Acmepackingcompany

How Much Better Is Brandon McManus?

V.Lee32 min ago
This week, the Green Bay Packers signed former Denver Broncos and Jacksonville Jaguars kicker Brandon McManus and released the much-maligned Brayden Narveson. I do not want to look past the allegations against McManus. These have been covered on our site with the most recent updates as of posting here . With that said, the sole purpose of this particular is to cover McManus as a kicker.

Analyzing kickers using the most commonly cited numbers can be difficult. Raw field goal percentage has issues with difficulty. If a kicker attempts a lot of long-distance kicks, their FG% may be lower even though they are a better kicker. The other issue is weather. Kicking in a dome is easier than kicking outdoors. Kicking at altitude in a place like Denver is easier than kicking at sea level. Kicks in September are easier than kicks in the snow and cold of December.
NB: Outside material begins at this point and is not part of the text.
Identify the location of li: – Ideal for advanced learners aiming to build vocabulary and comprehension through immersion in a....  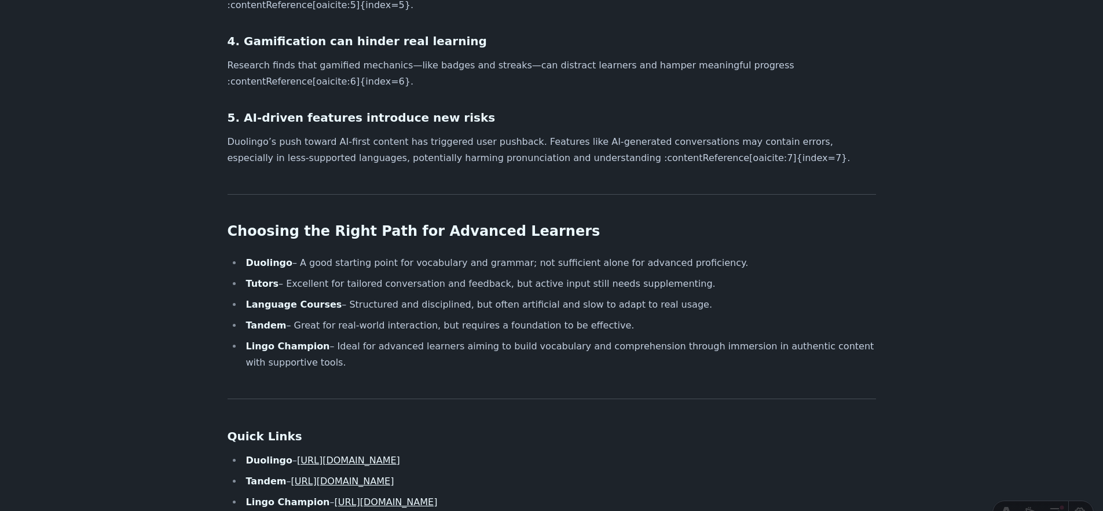
(559, 354).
Perhaps the best way I have seen to attempt to account for these factors so far is the way that DVOA looks at the kicking game. It takes into account not only the expected points from various distances, but also stadium type and weather conditions of the game. Therefore it punishes kickers in domes and in Denver, and rewards kickers in places like Green Bay, Buffalo, or Chicago, which have a more difficult kick diet due to weather and surface. The full explanation for the factors taken into account is explained below from FTN, which is now the host of DVOA:

Field goal kicking is measured differently. Measuring kickers by field goal percentage is a bit absurd, as it assumes that all field goals are of equal difficulty. In our metric, each field goal is compared to the average number of points scored on all field goal attempts from that distance over the past 15 years. The value of a field goal increases as distance from the goal line increases. Kickoffs, punts, and field goals are then adjusted based on weather and altitude. It will surprise no one to learn that it is easier to kick the ball in Denver or a dome than it is to kick the ball in Buffalo in December. Because we do not yet have enough data to tailor our adjustments specifically to each stadium, each one is assigned to one of four categories: Cold, Warm, Dome, and Denver. There is also an additional adjustment dropping the value of field goals in Florida (because the warm temperatures allow the ball to carry better).
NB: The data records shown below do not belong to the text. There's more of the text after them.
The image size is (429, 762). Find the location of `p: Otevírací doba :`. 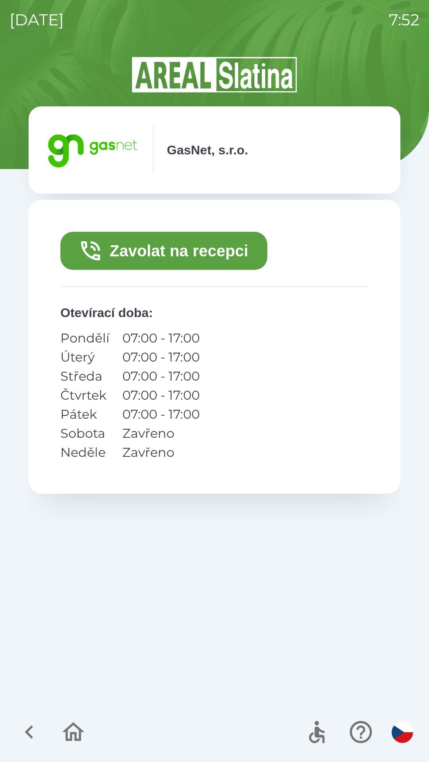

p: Otevírací doba : is located at coordinates (214, 313).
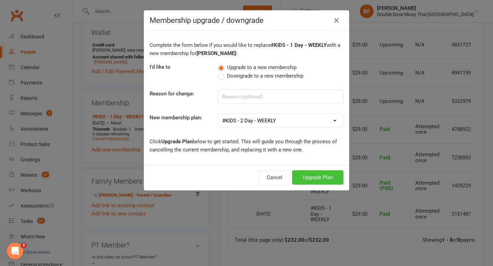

If we look at the Packers this year, they are unsurprisingly horrendous at FG/XP DVOA. Only the New York Jets , who managed to surpass Green Bay this week with a pair of missed field goals, are worse than the Packers and it is by .1 DVOA. The difference between the Packers at 31st and the Bills at 30th (Tyler Bass also missed a field goal on Monday night, the wind was really something) is the same gap as between the Bills and Ravens who rank 25th. The Packers kicking game is, quite obviously, a mess.
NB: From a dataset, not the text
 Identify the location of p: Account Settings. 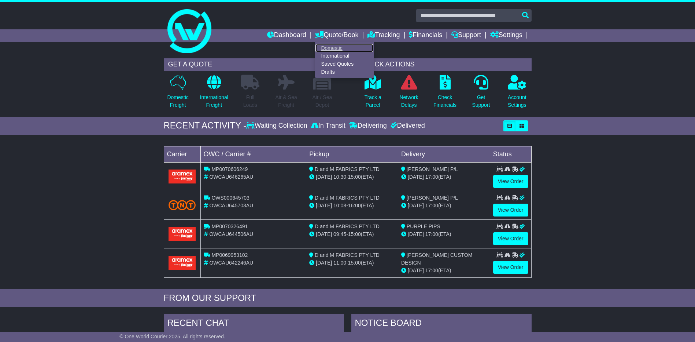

So how has Brandon McManus ranked over the course of the past few years? Last year, McManus' first out of the thin air of Denver, he ranked 21st in FG/XP DVOA. For reference, Anders Carlson ranked 26th. The year prior, his last in Denver, he ranked 22nd. In 2021 he ranked 14th, and in 2020 he ranked 10th.

Diving into his statistics by various distances, a pretty stark difference begins to show. Over the past four years, McManus is just over 90% from inside forty yards and an outstanding 95% from 40-49 yards (though he is coming off an 11/13 year last season). Where McManus struggles compared to his peers is on longer field goals. He makes fewer than 60% of them. The Packers can strategize around those struggles a, though. When the Packers have fourth and short-ish around the opponent's 35- to 40-yard line, they should lean to go a bit more than they normally would knowing that McManus doesn't become particularly reliable until they get around or inside the opponent's 30.

Strictly as a kicker, McManus does look like an upgrade. The Packers should no longer have perhaps the league's worst field goal unit. Instead, it should be merely below average, which given what we've seen so far, might just feel like prime Justin Tucker.